Find all the files more than 10MB, sort in descending order of size and record the output of filenames and size in a text file.
This command specifies the size in Kilobytes using 'k' in the -size +(N)k option. The plus sign says greater than. -exec [cmd] {} \; invokes ls -l command on each file and awk strips off the values of the 5th (size) and the 9th (filename) column from the ls -l output to display. Sort is done in reversed order (descending) numerically using sort -rn options. A cron job could be run to execute a script like this and alert the users if a dir has files exceeding certain size, and provide file details as well.

Find usb device in realtime
Using this command you can track a moment when usb device was attached.

Query Wikipedia via console over DNS

Comparison between the execution output of the last and penultimate command
Useful for checking if there are differences between last and penultimate command.

list block devices
Shows all block devices in a tree with descruptions of what they are.

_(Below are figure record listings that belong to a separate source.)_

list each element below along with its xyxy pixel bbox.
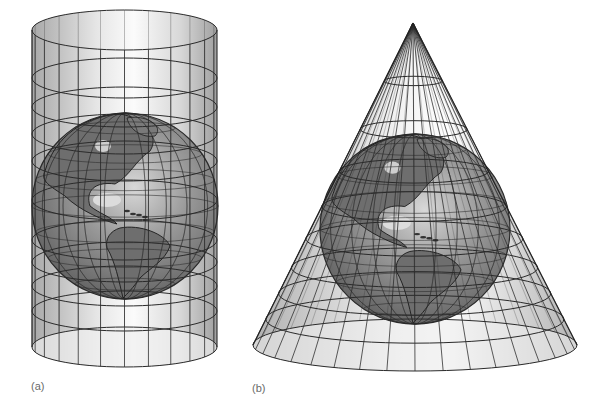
caribbean-island: [420, 236, 426, 238]
caribbean-island: [130, 213, 136, 215]
panel-label-a: (a): [31, 380, 44, 392]
projection-figure: [0, 0, 609, 414]
cylinder-projection-panel: [32, 10, 218, 367]
caribbean-island: [414, 233, 420, 235]
cone-projection-panel: [253, 23, 577, 371]
panel-label-b: (b): [252, 382, 265, 394]
caribbean-island: [136, 214, 142, 216]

Open Sublime-text in current directory

Recursively compare two directories and output their differences on a readable format

Which processes are listening on a specific port (e.g. port 80)
swap out "80" for your port of interest. Can use port number or named ports e.g. "http"

Open (in vim) all modified files in a git repository
The option --porcelain makes the output of git easier to parse. This one-liner may not work if there is a space in the modified file name.